At Ombudsman Services complainants were confronted by an ombudsman who arrived at decisions in an illogical, investigating officers who didn't understand the complexity of property disputes and misrepresented the evidence which forced complainants to attempt to submit further evidence and/or seek to challenge those seriously flawed decisions.
Q. Mrs Leadsom, Mr Clark, Mr javid and Lord Tim Clement Jones, doesn't the predetermined nature of the Property Ombudsman and her team's - decisions (otherwise wouldn't they have been radically different) also suggest inflexible and unrealistic evidentiary burdens were placed upon complainants?

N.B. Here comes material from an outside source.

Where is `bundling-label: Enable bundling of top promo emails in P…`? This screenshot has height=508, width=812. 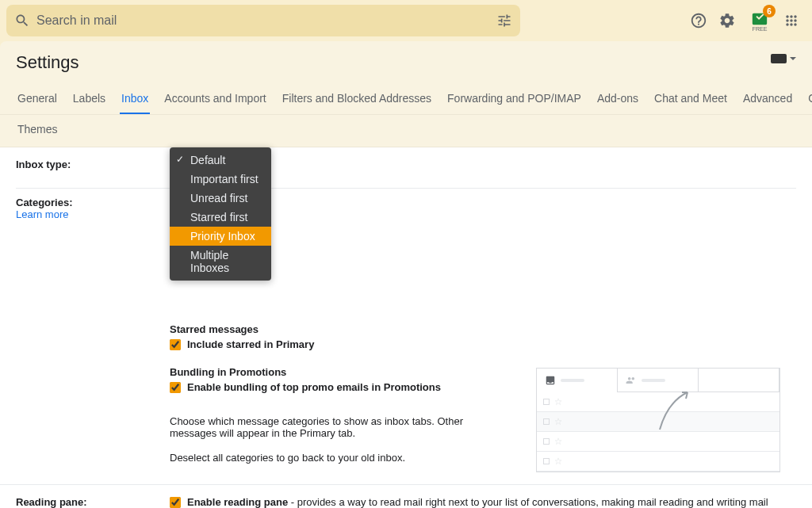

"Singh said that even though he is a UK national born in the country, he was recently asked to prove his immigration status when renting a flat. As his passport was at an embassy to get a visa he missed out. He said: “That, for me, was a clear coalface indictment of how this works.” A Home Office spokesperson said: “We want immigration enforcement to deport more people who are here illegally and tackle illegal immigration which puts pressure on taxpayer-funded public services and exploits the vulnerable. But it’s never been Home Office policy to take decisions arbitrarily to meet a target.”
Q. Mrs Leadsom, Mr Clark, Mr Javid and Lord Tim Clement Jones, doesn't the staggeringly high dissatisfaction rate with the Property Ombudsman's decisions suggest arbitrary targets also needed to be met - otherwise things would be different but they aren't?
There has been a rush to wind things up at Ombudsman Services. The Full English Cover-Up has clunked into place. And the victims are left cattle-trucked.